Sadly, the hypocrisy of "Dr. No" doesn't end with deceptive campaign ads about his record and the betrayal of his purported libertarian principles. He is also a downright fraud when it comes to big-government spending. While representing himself for decades as the sworn enemy of overspending, the good doctor has had his snout deep in the earmark trough. In 2007, the Wall Street Journal reported, "The Congressman disclosed his requests this year for about $400 million worth of federal funding for no fewer than 65 earmarks. They include such urgent national wartime priorities as an $8 million request for the marketing of wild American shrimp and $2.3 million to fund shrimp-fishing research." And this is the man who had the effrontery to berate Ronald Reagan for deficit spending.

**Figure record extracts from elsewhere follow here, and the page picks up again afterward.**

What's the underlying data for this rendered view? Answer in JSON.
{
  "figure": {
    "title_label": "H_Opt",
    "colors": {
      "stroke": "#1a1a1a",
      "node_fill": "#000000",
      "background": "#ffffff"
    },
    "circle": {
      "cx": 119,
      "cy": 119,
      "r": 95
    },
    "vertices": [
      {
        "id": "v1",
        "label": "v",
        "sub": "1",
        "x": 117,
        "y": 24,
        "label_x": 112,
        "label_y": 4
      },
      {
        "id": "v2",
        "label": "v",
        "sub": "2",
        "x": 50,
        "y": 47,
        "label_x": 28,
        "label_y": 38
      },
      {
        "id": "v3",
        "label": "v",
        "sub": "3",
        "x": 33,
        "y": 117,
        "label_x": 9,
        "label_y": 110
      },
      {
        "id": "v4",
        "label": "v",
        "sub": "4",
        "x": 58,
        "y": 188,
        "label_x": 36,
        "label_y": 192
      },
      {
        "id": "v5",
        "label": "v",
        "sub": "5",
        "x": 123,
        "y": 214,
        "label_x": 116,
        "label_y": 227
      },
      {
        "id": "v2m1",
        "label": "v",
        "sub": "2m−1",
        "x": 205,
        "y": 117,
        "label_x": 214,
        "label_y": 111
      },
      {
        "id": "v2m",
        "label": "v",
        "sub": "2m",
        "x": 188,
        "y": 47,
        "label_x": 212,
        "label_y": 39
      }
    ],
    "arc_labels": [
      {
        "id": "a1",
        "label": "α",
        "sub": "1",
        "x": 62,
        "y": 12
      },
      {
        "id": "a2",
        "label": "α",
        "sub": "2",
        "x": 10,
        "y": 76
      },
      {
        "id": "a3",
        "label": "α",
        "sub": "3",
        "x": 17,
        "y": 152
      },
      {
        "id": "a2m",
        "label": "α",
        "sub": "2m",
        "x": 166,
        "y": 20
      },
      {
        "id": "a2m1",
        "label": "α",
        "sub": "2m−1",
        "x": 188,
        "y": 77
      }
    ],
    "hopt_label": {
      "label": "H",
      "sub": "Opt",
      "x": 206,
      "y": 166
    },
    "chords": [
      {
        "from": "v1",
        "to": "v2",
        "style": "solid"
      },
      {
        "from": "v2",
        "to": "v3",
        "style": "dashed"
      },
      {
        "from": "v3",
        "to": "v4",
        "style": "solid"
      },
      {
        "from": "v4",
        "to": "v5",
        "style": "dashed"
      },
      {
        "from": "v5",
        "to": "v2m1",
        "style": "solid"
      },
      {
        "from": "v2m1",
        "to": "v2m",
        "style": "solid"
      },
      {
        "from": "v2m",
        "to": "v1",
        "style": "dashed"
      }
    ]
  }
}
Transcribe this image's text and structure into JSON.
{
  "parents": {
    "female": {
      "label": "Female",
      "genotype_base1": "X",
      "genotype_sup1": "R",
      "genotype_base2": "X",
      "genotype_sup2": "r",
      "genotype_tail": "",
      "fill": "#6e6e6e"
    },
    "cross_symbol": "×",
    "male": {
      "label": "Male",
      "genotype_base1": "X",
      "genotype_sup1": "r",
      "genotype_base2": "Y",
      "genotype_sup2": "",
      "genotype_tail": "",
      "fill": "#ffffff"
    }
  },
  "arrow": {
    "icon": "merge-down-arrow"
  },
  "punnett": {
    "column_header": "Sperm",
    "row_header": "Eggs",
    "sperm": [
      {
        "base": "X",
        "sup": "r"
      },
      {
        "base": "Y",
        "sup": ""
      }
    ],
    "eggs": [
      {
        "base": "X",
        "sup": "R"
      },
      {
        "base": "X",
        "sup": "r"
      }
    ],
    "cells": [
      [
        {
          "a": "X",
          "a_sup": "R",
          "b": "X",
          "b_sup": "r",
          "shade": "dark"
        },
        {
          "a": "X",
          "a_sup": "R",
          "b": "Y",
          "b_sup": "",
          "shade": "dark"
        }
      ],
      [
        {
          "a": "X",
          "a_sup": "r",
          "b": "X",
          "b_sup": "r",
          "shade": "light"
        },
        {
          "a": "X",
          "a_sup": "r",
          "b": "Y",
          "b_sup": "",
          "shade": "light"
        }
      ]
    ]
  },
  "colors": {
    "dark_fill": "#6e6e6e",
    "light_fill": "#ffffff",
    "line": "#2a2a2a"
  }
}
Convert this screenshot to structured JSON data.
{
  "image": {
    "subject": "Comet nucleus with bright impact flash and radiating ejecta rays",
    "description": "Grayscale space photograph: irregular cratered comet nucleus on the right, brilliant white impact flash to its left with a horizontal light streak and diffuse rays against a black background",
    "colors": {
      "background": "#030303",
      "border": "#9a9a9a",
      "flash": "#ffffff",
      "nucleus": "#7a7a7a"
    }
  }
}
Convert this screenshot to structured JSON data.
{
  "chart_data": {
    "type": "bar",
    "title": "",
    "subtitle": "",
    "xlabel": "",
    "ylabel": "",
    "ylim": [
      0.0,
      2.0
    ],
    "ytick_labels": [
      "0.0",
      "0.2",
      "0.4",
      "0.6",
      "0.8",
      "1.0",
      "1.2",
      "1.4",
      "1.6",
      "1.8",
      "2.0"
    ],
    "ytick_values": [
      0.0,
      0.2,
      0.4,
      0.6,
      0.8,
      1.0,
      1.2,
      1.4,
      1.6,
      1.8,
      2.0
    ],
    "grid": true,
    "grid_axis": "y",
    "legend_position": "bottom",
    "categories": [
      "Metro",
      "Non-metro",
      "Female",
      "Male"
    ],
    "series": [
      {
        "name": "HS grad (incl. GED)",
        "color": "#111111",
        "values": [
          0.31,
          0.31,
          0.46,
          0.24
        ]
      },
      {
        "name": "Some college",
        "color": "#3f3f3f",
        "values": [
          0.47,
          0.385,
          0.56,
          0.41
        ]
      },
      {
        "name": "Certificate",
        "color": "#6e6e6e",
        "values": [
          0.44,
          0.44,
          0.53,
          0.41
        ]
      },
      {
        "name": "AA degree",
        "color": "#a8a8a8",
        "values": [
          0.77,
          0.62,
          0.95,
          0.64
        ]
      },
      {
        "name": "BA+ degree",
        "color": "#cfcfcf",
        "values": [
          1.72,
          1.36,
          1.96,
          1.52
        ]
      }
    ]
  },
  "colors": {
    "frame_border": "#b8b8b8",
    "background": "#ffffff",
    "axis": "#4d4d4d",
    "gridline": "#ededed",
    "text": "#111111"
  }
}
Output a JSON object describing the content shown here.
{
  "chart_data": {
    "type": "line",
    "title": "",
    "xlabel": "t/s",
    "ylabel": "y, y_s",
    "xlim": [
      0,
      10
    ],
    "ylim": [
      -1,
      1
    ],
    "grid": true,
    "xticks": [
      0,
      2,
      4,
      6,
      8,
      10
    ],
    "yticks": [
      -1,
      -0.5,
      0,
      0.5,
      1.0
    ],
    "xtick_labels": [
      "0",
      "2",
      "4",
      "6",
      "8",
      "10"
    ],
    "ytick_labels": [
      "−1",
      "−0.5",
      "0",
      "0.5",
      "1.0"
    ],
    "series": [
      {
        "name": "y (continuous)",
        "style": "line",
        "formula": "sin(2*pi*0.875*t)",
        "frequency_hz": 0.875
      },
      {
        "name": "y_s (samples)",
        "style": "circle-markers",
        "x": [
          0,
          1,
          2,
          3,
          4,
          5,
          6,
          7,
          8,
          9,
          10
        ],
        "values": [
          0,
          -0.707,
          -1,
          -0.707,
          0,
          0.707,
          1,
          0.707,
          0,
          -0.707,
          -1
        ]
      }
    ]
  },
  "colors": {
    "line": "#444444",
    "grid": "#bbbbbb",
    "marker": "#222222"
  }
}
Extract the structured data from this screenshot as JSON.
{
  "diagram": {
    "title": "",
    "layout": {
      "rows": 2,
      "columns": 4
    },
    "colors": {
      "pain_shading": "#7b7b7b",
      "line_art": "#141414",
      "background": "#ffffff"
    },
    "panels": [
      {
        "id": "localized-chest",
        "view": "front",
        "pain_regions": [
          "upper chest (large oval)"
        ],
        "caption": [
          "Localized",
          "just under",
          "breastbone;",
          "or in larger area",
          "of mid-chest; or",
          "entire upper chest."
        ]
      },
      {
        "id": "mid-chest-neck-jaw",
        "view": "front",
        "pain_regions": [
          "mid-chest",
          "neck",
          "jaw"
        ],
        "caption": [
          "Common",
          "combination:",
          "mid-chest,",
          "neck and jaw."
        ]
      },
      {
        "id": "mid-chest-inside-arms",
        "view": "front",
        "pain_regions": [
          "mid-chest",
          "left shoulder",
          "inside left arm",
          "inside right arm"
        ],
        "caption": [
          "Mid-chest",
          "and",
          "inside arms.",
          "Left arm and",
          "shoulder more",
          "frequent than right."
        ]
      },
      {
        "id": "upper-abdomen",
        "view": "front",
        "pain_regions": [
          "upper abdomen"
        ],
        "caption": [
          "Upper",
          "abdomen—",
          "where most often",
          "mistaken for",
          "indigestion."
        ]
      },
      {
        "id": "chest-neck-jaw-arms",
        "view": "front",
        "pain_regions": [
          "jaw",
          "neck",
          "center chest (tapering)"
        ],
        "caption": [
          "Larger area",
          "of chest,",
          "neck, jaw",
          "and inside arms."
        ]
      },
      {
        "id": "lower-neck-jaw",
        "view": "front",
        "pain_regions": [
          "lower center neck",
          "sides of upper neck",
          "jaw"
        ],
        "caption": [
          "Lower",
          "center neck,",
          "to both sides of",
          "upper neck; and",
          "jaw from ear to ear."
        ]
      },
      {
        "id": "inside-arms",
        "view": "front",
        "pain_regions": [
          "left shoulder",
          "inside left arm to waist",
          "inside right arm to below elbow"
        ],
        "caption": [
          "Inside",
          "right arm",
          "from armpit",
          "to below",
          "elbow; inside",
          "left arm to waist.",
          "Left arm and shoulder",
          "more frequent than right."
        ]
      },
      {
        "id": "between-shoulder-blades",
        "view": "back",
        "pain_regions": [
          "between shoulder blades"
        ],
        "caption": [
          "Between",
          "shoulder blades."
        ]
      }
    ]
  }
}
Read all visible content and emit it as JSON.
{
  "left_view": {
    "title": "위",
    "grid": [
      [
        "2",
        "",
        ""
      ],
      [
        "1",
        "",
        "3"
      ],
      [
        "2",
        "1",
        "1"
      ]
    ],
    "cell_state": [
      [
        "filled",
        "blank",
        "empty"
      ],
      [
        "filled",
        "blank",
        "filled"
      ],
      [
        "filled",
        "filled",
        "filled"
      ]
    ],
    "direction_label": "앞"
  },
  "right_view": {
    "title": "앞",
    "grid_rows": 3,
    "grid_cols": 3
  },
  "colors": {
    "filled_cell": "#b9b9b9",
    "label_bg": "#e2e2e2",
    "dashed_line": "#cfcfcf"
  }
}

Considering this affinity for earmarks, combined with numerous congressional votes that cannot be reconciled with his professed principles, one would think that most libertarians would by now have said "no" to "Dr. No." And some have. Libertarian economist Arnold Kling became disenchanted several years ago: "Many well-meaning libertarians signed on to the 'Ron Paul revolution.' At first, this only required accepting his pro-life and anti-immigrant stances as libertarian, contrary to the leanings of many libertarians.… But to dismiss all doubts about his judgment and his character would be to succumb to a cult." And character is, at bottom, the real problem with Ron Paul. That's what his disingenuous attack ad against Rick Perry tells us. It is the work of a typical Beltway trimmer, devoid of principle or shame.